Rene Schoenmaker, chairperson of the Flower Growers Association, said exporters had also suspended shipments of fruit and vegetables to Europe and that this would have a major impact on trade in fresh produce
"It's hard to put a figure as we speak... we have never experienced anything like this before," Schoenmaker said.
Airline industry group IATA called on Monday for steps to reopen European airspace shut down by the ash cloud and the European Commission said it may approve compensation for airlines losing $250m a day.
South Africa, Africa's agriculture hub, exports about R400m worth of flowers each year, with 70% going to Europe.
"We will divert (the flower exports) to other parts of the world, or it will be sold locally," Schoenmaker told Reuters when asked what the exporters would do with the excess flowers.
Meanwhile, Kenya's horticulture industry has lost $12m due to the disruption in air transport and will take several weeks to recover even if flights resume now, its association of exporters said earlier on Monday.

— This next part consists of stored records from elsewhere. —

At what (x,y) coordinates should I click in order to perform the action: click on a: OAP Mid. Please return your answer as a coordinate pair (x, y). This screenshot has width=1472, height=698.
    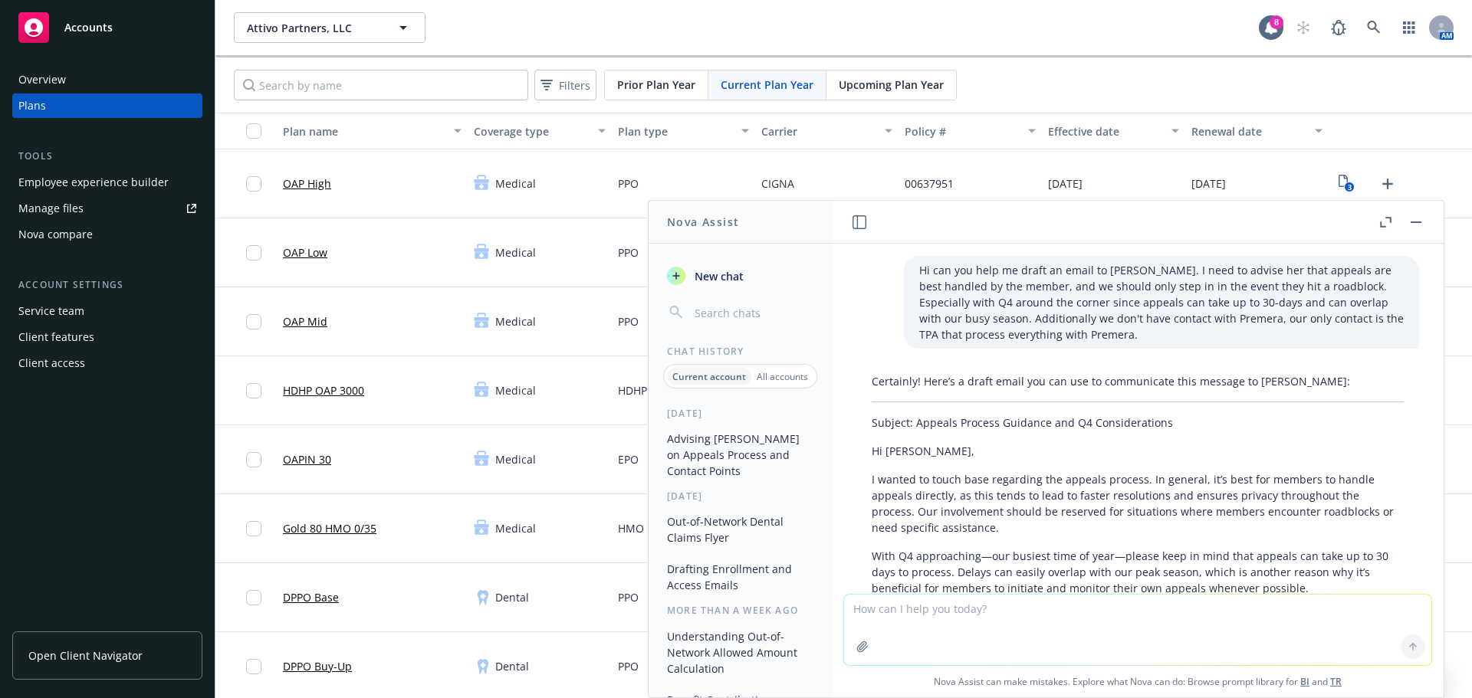
    Looking at the image, I should click on (305, 321).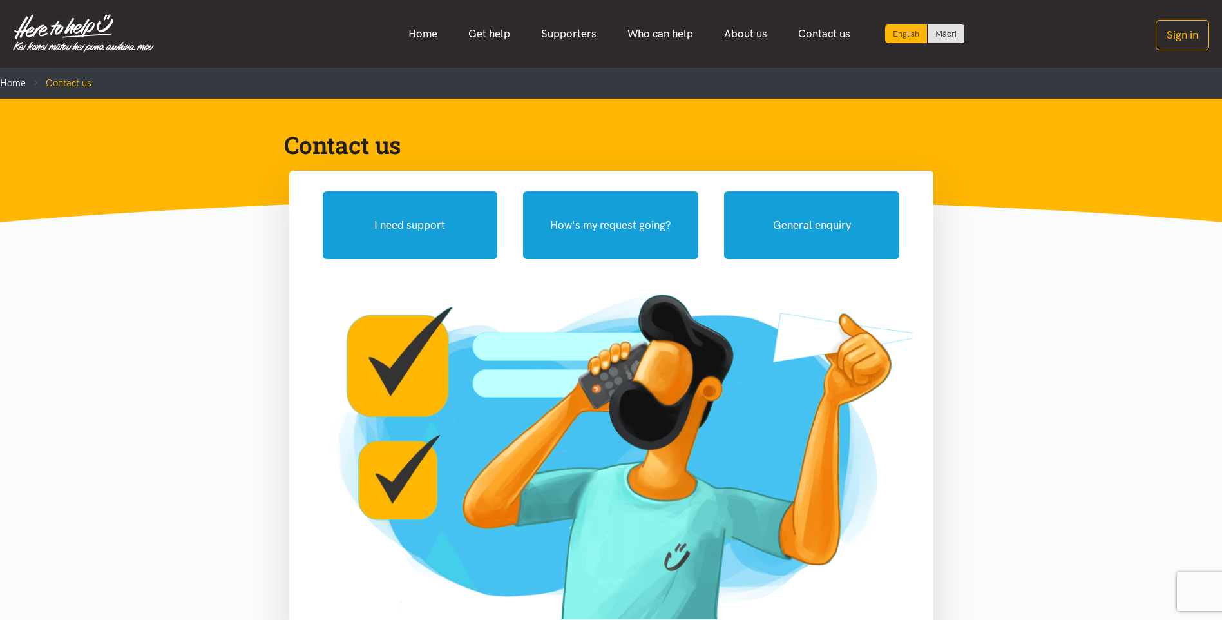 This screenshot has width=1222, height=620. I want to click on a: Contact us, so click(824, 33).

The Kenyan shilling slipped to its lowest against the dollar since March 25 largely on the back of these export worries.
"It is weaker, but it is still roughly within its recent range," said Standard Chartered chief African economist Razia Khan. "I think as everywhere markets are still taking the shutdown on a day by day basis. If it gets to a week and there is still no sign of things clearing, you could see a much wider sell-off."
Ethiopia has lost nearly $2.6m in flower exports after the country's main carrier grounded flights to Europe, whose skies have been shuttered due to Icelandic volcanic ash.
The volcano flight shutdown has also hurt world markets.
Shares rattled
Predictably, airlines and travel firms were the largest losers, continuing their fall from Friday as a shutdown of European air travel entered a fifth day.
British Airways, Lufthansa, Iberia, Ryanair, Aer Lingus, Air France-KLM and Finnair were down 2.7 to 7.7%.
Travel firm Thomas Cook was the largest loser on the UK share price index the FTSE 100, down 3.9%. Channel Tunnel operator Eurotunnel rose 2.7% as travellers sought other routes.
The airline industry says it is losing some $200m a day, with many analysts assuming the costs will end up being borne by already overstretched governments.
"Talk of the need for government bailouts for airlines will surely just add to concerns over the state of public finances in Europe," said Royal Bank of Scotland analyst Tim Ash.
"Presumably economies in Europe dependent on tourism will be disproportionately hit, depending on how long this all pans out. Unfortunately... the likes of Portugal, Greece and Spain look vulnerable, as does Dubai."
Lower demand for jet fuel helped push crude oil to a three-week low, with oil firms such as BP and Royal Dutch Shell down almost one percent
The most striking indirect victim of the volcano cloud was Greece, which saw the spread between its bonds and German debt rise sharply after the flight shutdown forced the postponement of an International Monetary Fund and European Union meeting.
The Turkish lira hit a 10-day low while stocks hit a two-and-a-half week low.